Friday, August 05, 2011

The Fine Line b/w Paid & Organic Content for Daily Email Sites

My startup Sportaneous just had an article written on us in UrbanDaddy (see http://www.urbandaddy.com/nyc/gear/14009/Sportaneous_Finding_Pickup_Games_on_Your_Phone_New_York_City_NYC_Application)
and the early results are crazy...we've had 200 signups in the last 2 hours since the article went live. We've had 4 games proposed on our platform, and received useful feedback from 3 new users.

The fact that we are not an advertiser for UrbanDaddy -- i.e. none of us paid anything for this article, and that the people at UrbanDaddy somehow found out about us on their own and wrote about us is AWESOME. It actually restores my faith in UrbanDaddy, which I had heard only publishes things that people pay for, which raises an interesting question:

How much do daily email sites (UrbanDaddy, Thrillist, DailyCandy, etc.) lose by accepting advertisements and paid promotions? I know in my case when I heard that UrbanDaddy only wrote articles about people who paid for these articles I lost faith in it and stopped opening up their emails.
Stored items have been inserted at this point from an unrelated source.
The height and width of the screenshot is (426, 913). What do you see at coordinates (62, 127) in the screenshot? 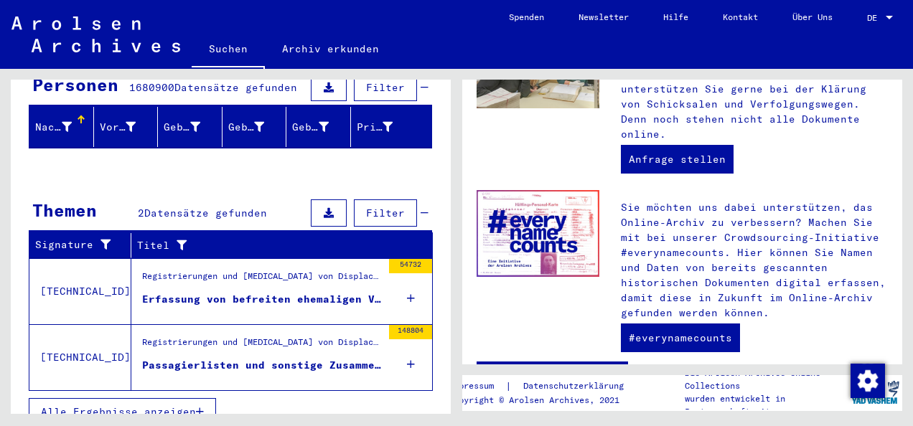
I see `mat-header-cell: Nachname` at bounding box center [62, 127].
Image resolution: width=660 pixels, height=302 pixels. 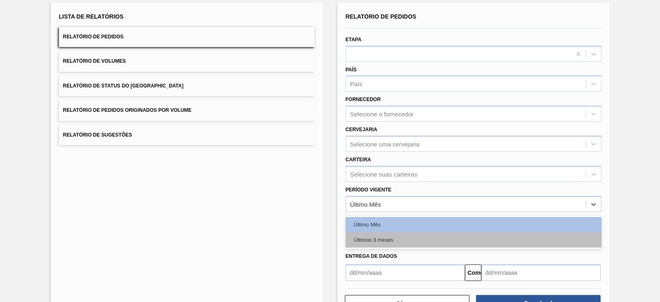 I want to click on button: Relatório de Sugestões, so click(x=187, y=135).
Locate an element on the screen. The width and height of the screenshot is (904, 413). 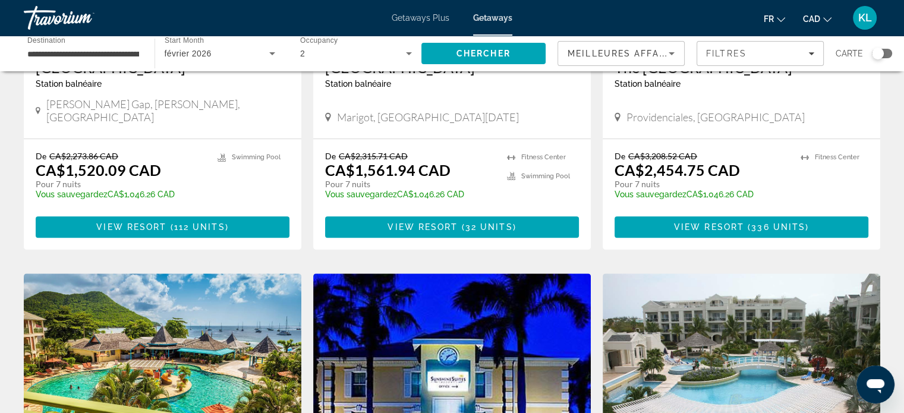
span: Getaways Plus is located at coordinates (420, 18).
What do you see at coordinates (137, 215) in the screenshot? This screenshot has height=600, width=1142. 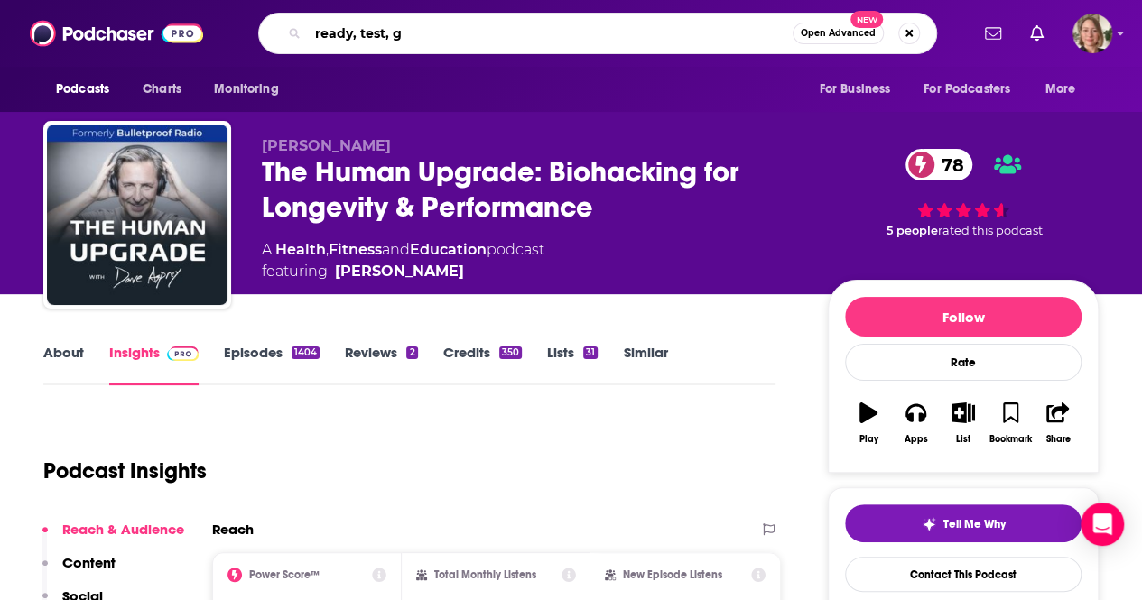 I see `a: The Human Upgrade: Biohacking for Longevity & Performance` at bounding box center [137, 215].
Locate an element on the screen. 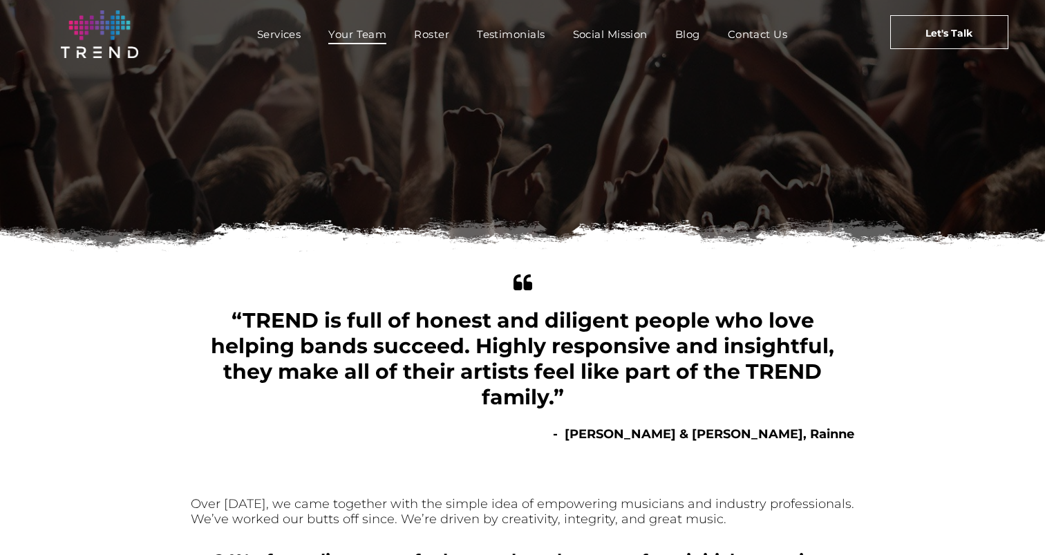  div: Chat Widget is located at coordinates (1010, 522).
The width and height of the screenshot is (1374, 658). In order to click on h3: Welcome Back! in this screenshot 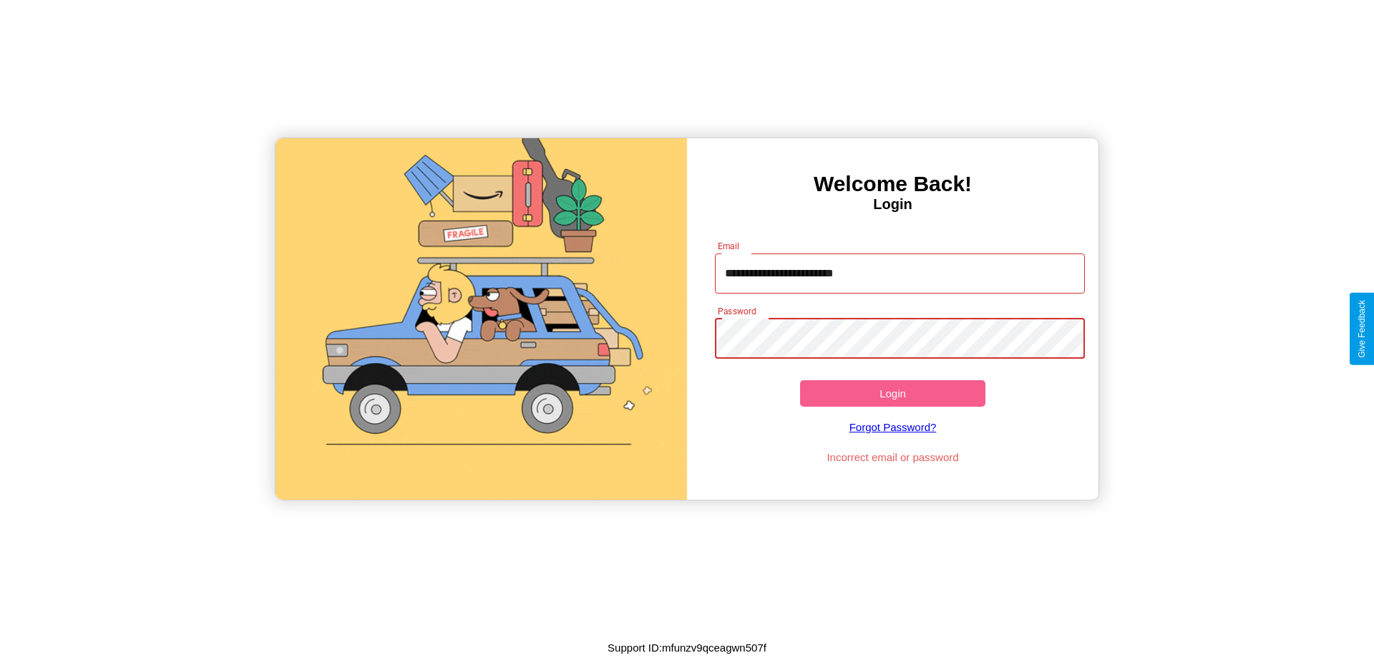, I will do `click(892, 184)`.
Now that my startup is featured, I know that they obviously actually feature organic content they source themselves, which has made me more inclined to use UrbanDaddy (and other sites like it) in the future.

I know that Ben Lerer touched on this a little in class, but I'm curious what everyone thinks...is it worth it to include paid promotions/advertisements in the form of a "daily email"? Or does this form of promotion/advertising come too close to the unique value proposition of a daily email site (i.e. sourcing and presenting originally found products or services)?